Presuming the provisions of this Bill, the Delhi government has already
initiated a whole series of “reforms” through executive decisions and
notifications, even where the central government and its agencies have statutory
jurisdiction!
For
instance, innocuous-looking changes have been made to building byelaws that, on
closer perusal, are replications of provisions laid out in the USAID-sponsored
Model Municipal Law. The spirit of this Model Law, even more than the letter,
has also been enthusiastically adopted in the moves to privatise water supply
and make it commercially viable by moving towards “full cost recovery”. A
draft Bill to empower the Delhi Jal Board to take over the powers of the Central
Ground Water Authority regarding sub-soil water has also been prepared and has
only been put in temporary abeyance due to the hue and cry over the water
privatisation. Throwing open land development and housing construction to the
private sector and even to FDI, making land-use and zoning patterns
“flexible” to suit the interests of the real estate mafia, seeking revision
of Environmental Impact Assessment procedures in line with the above, depriving
the working class, urban poor and slum dwellers of their lawful entitlements
under existing laws, all have been undertaken by the Delhi government in pursuit
of the same agenda.
WORLD BANK-USAID AGENDA
It
should come as no surprise that this agenda has been actively pursued by the
World Bank and other multilateral agencies promoting neo-liberal policies. In
this case, the USAID (United States Agency for International Development) has
been the major actor of a process going on for over a decade.
USAID
launched its Financial Institutions Reforms & Expansion (FIRE-D) Program in
1994 initially to improve provision of sustainable (read commercially viable)
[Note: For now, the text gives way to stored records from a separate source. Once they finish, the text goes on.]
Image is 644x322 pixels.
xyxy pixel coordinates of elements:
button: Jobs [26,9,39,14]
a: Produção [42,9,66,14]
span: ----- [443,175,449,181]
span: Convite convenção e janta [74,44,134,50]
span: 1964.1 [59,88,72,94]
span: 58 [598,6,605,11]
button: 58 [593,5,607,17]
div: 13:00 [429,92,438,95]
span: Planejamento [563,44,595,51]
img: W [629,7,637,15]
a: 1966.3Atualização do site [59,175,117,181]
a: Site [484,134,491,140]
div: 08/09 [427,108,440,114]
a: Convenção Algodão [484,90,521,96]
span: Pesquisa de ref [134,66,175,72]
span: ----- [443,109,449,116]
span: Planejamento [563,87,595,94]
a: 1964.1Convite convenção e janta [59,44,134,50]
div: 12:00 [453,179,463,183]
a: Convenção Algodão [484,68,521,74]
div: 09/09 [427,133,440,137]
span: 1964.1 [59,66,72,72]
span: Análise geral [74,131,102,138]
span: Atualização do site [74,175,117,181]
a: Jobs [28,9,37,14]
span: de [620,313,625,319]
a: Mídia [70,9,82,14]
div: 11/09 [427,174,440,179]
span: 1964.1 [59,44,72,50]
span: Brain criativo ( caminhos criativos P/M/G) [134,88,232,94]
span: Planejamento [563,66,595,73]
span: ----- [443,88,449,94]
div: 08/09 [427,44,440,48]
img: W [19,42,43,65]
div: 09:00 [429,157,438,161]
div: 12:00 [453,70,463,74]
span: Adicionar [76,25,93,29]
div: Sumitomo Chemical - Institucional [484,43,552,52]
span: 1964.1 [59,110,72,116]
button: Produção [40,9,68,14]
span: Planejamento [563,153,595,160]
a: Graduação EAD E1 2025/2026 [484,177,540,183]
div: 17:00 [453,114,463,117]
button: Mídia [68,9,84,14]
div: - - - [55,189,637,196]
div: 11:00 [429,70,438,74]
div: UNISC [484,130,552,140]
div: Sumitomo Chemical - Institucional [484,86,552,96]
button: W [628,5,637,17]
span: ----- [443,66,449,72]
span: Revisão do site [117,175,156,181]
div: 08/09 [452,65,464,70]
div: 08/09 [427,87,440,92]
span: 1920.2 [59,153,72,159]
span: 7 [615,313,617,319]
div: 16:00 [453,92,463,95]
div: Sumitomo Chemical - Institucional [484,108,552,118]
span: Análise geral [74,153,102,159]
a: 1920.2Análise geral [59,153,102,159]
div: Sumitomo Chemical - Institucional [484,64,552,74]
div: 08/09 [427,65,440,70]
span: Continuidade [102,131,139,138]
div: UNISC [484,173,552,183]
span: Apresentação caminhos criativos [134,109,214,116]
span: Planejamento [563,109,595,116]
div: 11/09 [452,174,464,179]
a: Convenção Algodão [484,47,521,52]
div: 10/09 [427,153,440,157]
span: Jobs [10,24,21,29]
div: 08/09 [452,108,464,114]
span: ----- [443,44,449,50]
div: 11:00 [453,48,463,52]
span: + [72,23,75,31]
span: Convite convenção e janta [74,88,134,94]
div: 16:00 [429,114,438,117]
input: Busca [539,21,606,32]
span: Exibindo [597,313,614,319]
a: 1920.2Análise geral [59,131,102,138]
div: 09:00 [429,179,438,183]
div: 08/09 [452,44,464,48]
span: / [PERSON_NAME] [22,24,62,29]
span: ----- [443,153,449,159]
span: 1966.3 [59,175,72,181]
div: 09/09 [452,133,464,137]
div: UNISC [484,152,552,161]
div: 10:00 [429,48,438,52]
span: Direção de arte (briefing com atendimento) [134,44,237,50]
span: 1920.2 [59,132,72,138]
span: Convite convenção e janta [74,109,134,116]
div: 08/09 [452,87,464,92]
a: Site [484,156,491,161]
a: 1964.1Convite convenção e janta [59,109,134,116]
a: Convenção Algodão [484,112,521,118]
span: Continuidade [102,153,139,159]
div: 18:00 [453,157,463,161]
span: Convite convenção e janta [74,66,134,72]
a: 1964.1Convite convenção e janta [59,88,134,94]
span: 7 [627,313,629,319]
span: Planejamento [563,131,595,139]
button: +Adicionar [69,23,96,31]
water and sanitation services in India. The ambit of FIRE-D was subsequently
expanded to cover the whole range of urban infrastructure and services, in
particular promotion of private sector participation in, and methodologies of
drawing private funds into, urban development. Over the years, a number of
studies and consultancy projects were taken up jointly with the MoUD and various
state governments, especially Delhi. These efforts were also closely co-ordinated
with similar efforts, directed towards the same neo-liberal goals, undertaken by
other agencies such as the World Bank, Asian Development Bank, DFID-UK, UNDP
etc.
One
of the major outcomes of these concerted USAID endeavours was the drafting,
between 2000-2003, of the Model Municipal Law through a FIRE-D Project
implemented jointly with MoUD, with Times Research Foundation, Kolkata, as
consultant drawing in retired secretaries of MoUD and many other retired
bureaucrats. This Model Law, among other things, specifically addressed “the concern
for commercialisation of selected urban and civic services and private sector
participation (emphasis in the original)!”
The
then BJP-led NDA government, pursuing its “India Shining” ambitions,
enthusiastically embraced this neo-liberal “reform” strategy. A slew of
policies followed but could not be seen through such as the Good Urban
Governance Campaign, the National Urban Transport Policy, National Slum Policy,
National Hawkers Policy etc. An Urban Reforms Initiative Fund was launched with
much the same objectives as outlined in the NURM. The commitment of the BJP to
these “reforms” was endorsed as late as January 2004 in its national
executive meeting which resolved to promote “Urban sector reforms…,
implementation of model Municipal Laws… complete scrapping of Urban Land
Ceiling Laws… and introduction of user charges for maintenance of… public
utilities through public-private partnership.”
The
UPA government appears to be following the same neo-liberal policy trajectory
pushed by the same promoters such as the World Bank and USAID.
In 2004 the government accepted further World Bank assistance based on its
Country Assistance Strategy 2004-07. The Mid-Term Appraisal (MTA) of the Tenth
Five Year Plan states that the government will implement the urban reforms
agenda along the lines discussed above and leading upto the NURM and its
conditionalities.
In
light of the above, it is imperative that steps be taken to see that the terms
and conditionalities of the NURM are thoroughly discussed in parliament, with
the states and through a notified public hearing process. If such a Mission is
taken up at all, it should be done with the approval of parliament and not
simply as an executive programme. And the claims that the NURM advances the
goals of the NCMP should be subjected to thorough scrutiny.